If you spend enough time in PPC forums or Reddit threads, you’ll notice a recurring complaint: “My ads keep showing in places I don’t serve, and my budget is disappearing.”
Or, “Google Ads says I’m targeting the right city, but half my leads are from somewhere else.”
Location targeting is supposed to help advertisers reach the right people in the right place.
But the reality? It’s one of the trickiest parts of PPC campaign management. Between confusing default settings, unreliable location signals, and the sheer volume of data to sift through, advertisers are likely to get confused and waste spend.
This is exactly why we built the Optmyzr Geo HeatMap tool.
It takes what would otherwise be hours of spreadsheet-wrangling and turns it into an at-a-glance view of where your ads are winning and where they’re draining your budget.
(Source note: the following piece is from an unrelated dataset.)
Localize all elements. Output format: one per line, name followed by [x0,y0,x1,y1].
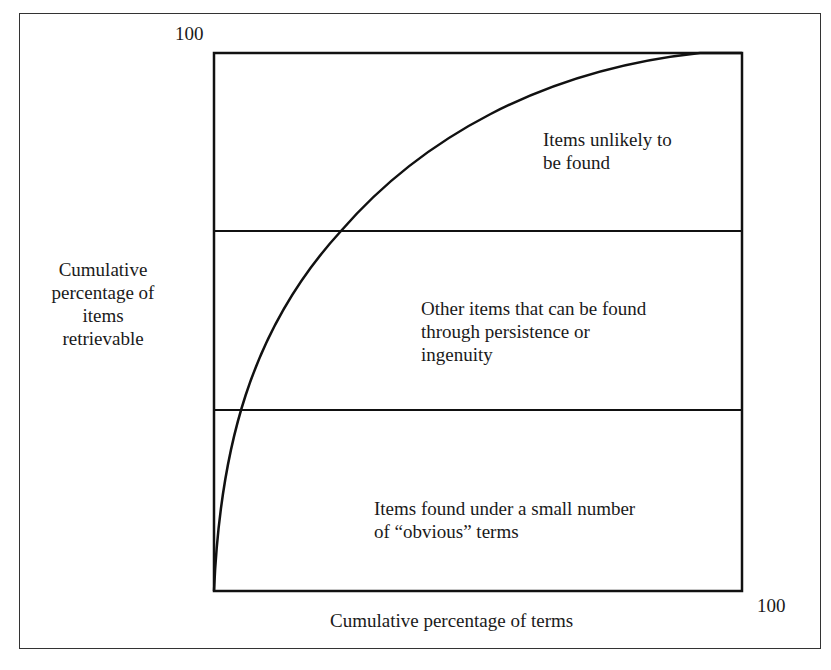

Let’s walk through some of the most common challenges advertisers face and see how the Geo HeatMap makes them easy to solve.
Ads showing in the wrong places
One of the most common ways advertisers unintentionally waste budget in Google Ads comes from the “Presence or Interest” location setting.
By default, Google Ads doesn’t just show your ads to people physically located in your target area; it also shows them to anyone, anywhere in the world, who has shown interest in that location.
That means a Chicago plumbing company could end up paying for clicks from someone overseas who once Googled “apartments in Chicago.”
On the surface, it looks like your ads are reaching people connected to your area, but in practice, those clicks rarely turn into customers.
How Geo HeatMap helps
With Geo HeatMap, you don’t just see where your ads are showing; you also see how those places are performing.
For example, if you set the view to Region and look at Clicks, areas with more clicks than average will show up in green, and those with fewer will show up in red.
But here’s the important part: green doesn’t always mean “good.”
A region outside your service area might light up green on clicks simply because it’s generating lots of traffic. To know if that traffic is valuable, you can switch the metric to Conversions or ROAS.
If that same region turns red, it means the clicks aren’t turning into business, and that’s your sign that the “Presence or Interest” setting is wasting budget.
In other words, the Geo HeatMap helps you see both the volume and the value of traffic by geography. This helps you spot leaks quickly and fix them by switching to Presence only and excluding irrelevant locations.
Overlapping or overbroad target areas
A lot of advertisers try to “play it safe” by stacking multiple target areas in Google Ads. Say, a 10-mile radius, a 20-mile radius, and the whole city all at once.
Or they pick a very wide radius around their business.
On the surface, this seems harmless. In practice, it makes reporting messy and often pushes the budget into areas that are too far away to actually convert. You end up with clicks spread across overlapping zones, and no clear idea which area is really delivering results.
How Geo HeatMap helps
Just switch to the Bubble Mode, available in the top right corner.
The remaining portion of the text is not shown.